A new Pew Research Center poll finds no clear leader nationally in the presidential race between Vice President Kamala Harris and former president Donald Trump, amid “clear signs that Harris has energized Democratic voters.”
In Pew’s latest poll, 46% of registered voters support Harris, 45% support Trump, and 7% support Robert F. Kennedy Jr. — a shift from Pew’s July polling, when Trump held a 4-point edge over President Joe Biden.
Similarly sized majorities of both Harris supporters and Trump supporters now say they’re strong backers of their chosen candidate (64% of Trump supporters and 62% of Harris supporters say this). In July there was more of a gap: just 43% of Biden supporters said they supported their chosen candidate strongly, compared with 63% of Trump supporters.
The poll finds most of Harris’ gains coming at the expense of Kennedy. The vast majority of Biden’s former supporters now support Harris (97%) and Trump also has retained most of his July supporters (95%). But just 39% of voters who supported Kennedy in July still say they’re backing him, Pew finds, with 39% now backing Harris, and 20% now backing Trump. The poll did not test a head-to-head version of the race without Kennedy included.
Pew finds that Harris has improved on Biden’s performance with voters in a number of key subgroups, with Trump’s support remaining largely stable since July:
- 49% of female voters support her, with 42% backing Trump (in July, 40% backed Biden and 40% Trump)
- 77% of Black voters support her, with 13% backing Trump (in July, 64% backed Biden and 13% Trump); Kennedy’s support among Black voters dropped from 21% in July to 7% now
- 57% of voters younger than 30 support her, with 29% backing Trump (in July, 48% backed Biden and 28% Trump)
The Pew Research Center poll surveyed 7,569 registered voters on Aug. 5-11, using a nationally representative online panel. Results from the full sample have a margin of sampling error of +/- 1.4 percentage points.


WHAT YOU HAVE TO DO:
Print the entries underneath word for word, omitting whatever pictures they contain.

BEGIN MATERIAL PROVIDED

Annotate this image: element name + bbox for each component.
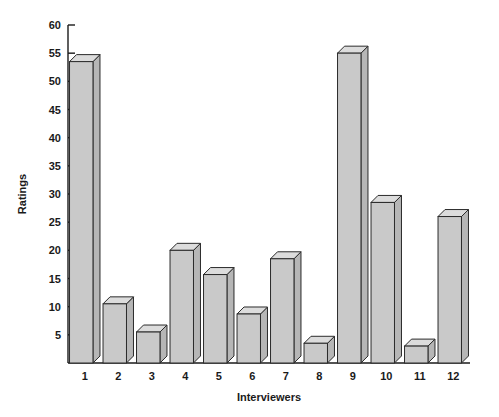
y-tick-label: 30 [49, 188, 61, 200]
bar [371, 195, 401, 363]
bar-side-face [260, 307, 267, 363]
bar-side-face [126, 297, 133, 363]
x-tick-label: 2 [115, 370, 121, 382]
x-tick-label: 7 [283, 370, 289, 382]
y-axis-title: Ratings [16, 174, 28, 214]
bar-side-face [93, 55, 100, 363]
y-tick-label: 60 [49, 19, 61, 31]
x-tick-label: 6 [249, 370, 255, 382]
bar-front-face [405, 346, 428, 363]
bar [438, 210, 468, 363]
bar-side-face [227, 268, 234, 363]
x-tick-label: 9 [350, 370, 356, 382]
y-tick-label: 50 [49, 75, 61, 87]
bar-front-face [271, 259, 294, 363]
y-tick-label: 10 [49, 301, 61, 313]
x-tick-label: 10 [380, 370, 392, 382]
bar [170, 243, 200, 363]
bar-front-face [438, 217, 461, 363]
y-tick-label: 25 [49, 216, 61, 228]
bar-chart: 51015202530354045505560 123456789101112 … [0, 0, 499, 417]
bar-side-face [193, 243, 200, 363]
bar [237, 307, 267, 363]
x-tick-label: 12 [447, 370, 459, 382]
bar-front-face [103, 304, 126, 363]
y-tick-label: 20 [49, 244, 61, 256]
bar-front-face [137, 332, 160, 363]
bar [304, 336, 334, 363]
bar [338, 46, 368, 363]
bar [103, 297, 133, 363]
x-tick-label: 5 [216, 370, 222, 382]
x-tick-label: 11 [414, 370, 426, 382]
bar-side-face [461, 210, 468, 363]
x-tick-label: 3 [149, 370, 155, 382]
x-tick-label: 4 [182, 370, 189, 382]
x-axis-title: Interviewers [237, 391, 301, 403]
y-tick-label: 55 [49, 47, 61, 59]
bar-front-face [338, 53, 361, 363]
bar [271, 252, 301, 363]
bar [137, 325, 167, 363]
x-tick-label: 1 [82, 370, 88, 382]
y-tick-label: 40 [49, 132, 61, 144]
bar [70, 55, 100, 363]
bar [204, 268, 234, 363]
y-tick-label: 45 [49, 104, 61, 116]
bar-side-face [361, 46, 368, 363]
bar-side-face [294, 252, 301, 363]
bar-front-face [304, 343, 327, 363]
bar-front-face [170, 250, 193, 363]
x-tick-label: 8 [316, 370, 322, 382]
bar-side-face [394, 195, 401, 363]
bar-front-face [371, 202, 394, 363]
y-tick-label: 5 [55, 329, 61, 341]
bar-front-face [204, 275, 227, 363]
bar-front-face [237, 314, 260, 363]
chart-canvas: 51015202530354045505560 123456789101112 … [0, 0, 499, 417]
y-tick-label: 35 [49, 160, 61, 172]
bar-front-face [70, 62, 93, 363]
bar [405, 339, 435, 363]
y-tick-label: 15 [49, 273, 61, 285]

END MATERIAL PROVIDED

EXERCISE RESPONSE:
Annotate this image: element name + bbox for each component.
y-tick-label: 30 [49, 188, 61, 200]
bar [371, 195, 401, 363]
bar-side-face [260, 307, 267, 363]
bar-side-face [126, 297, 133, 363]
x-tick-label: 2 [115, 370, 121, 382]
x-tick-label: 7 [283, 370, 289, 382]
y-axis-title: Ratings [16, 174, 28, 214]
bar-side-face [93, 55, 100, 363]
y-tick-label: 60 [49, 19, 61, 31]
x-tick-label: 6 [249, 370, 255, 382]
bar-front-face [405, 346, 428, 363]
bar [438, 210, 468, 363]
bar-side-face [227, 268, 234, 363]
x-tick-label: 9 [350, 370, 356, 382]
y-tick-label: 50 [49, 75, 61, 87]
bar-front-face [271, 259, 294, 363]
y-tick-label: 10 [49, 301, 61, 313]
x-tick-label: 10 [380, 370, 392, 382]
bar [170, 243, 200, 363]
bar-front-face [438, 217, 461, 363]
y-tick-label: 25 [49, 216, 61, 228]
bar-chart: 51015202530354045505560 123456789101112 … [0, 0, 499, 417]
bar-side-face [193, 243, 200, 363]
bar [237, 307, 267, 363]
x-tick-label: 12 [447, 370, 459, 382]
bar-front-face [103, 304, 126, 363]
y-tick-label: 20 [49, 244, 61, 256]
bar-front-face [137, 332, 160, 363]
bar [304, 336, 334, 363]
bar [338, 46, 368, 363]
bar [103, 297, 133, 363]
x-tick-label: 5 [216, 370, 222, 382]
x-tick-label: 11 [414, 370, 426, 382]
bar-side-face [461, 210, 468, 363]
x-tick-label: 3 [149, 370, 155, 382]
x-tick-label: 4 [182, 370, 189, 382]
x-axis-title: Interviewers [237, 391, 301, 403]
y-tick-label: 55 [49, 47, 61, 59]
bar-front-face [338, 53, 361, 363]
bar [271, 252, 301, 363]
bar [137, 325, 167, 363]
x-tick-label: 1 [82, 370, 88, 382]
y-tick-label: 40 [49, 132, 61, 144]
bar [70, 55, 100, 363]
bar [204, 268, 234, 363]
y-tick-label: 45 [49, 104, 61, 116]
bar-side-face [361, 46, 368, 363]
bar-side-face [294, 252, 301, 363]
bar-front-face [304, 343, 327, 363]
bar-front-face [170, 250, 193, 363]
x-tick-label: 8 [316, 370, 322, 382]
bar-side-face [394, 195, 401, 363]
bar-front-face [371, 202, 394, 363]
y-tick-label: 5 [55, 329, 61, 341]
bar-front-face [204, 275, 227, 363]
bar-front-face [237, 314, 260, 363]
chart-canvas: 51015202530354045505560 123456789101112 … [0, 0, 499, 417]
y-tick-label: 35 [49, 160, 61, 172]
bar-front-face [70, 62, 93, 363]
bar [405, 339, 435, 363]
y-tick-label: 15 [49, 273, 61, 285]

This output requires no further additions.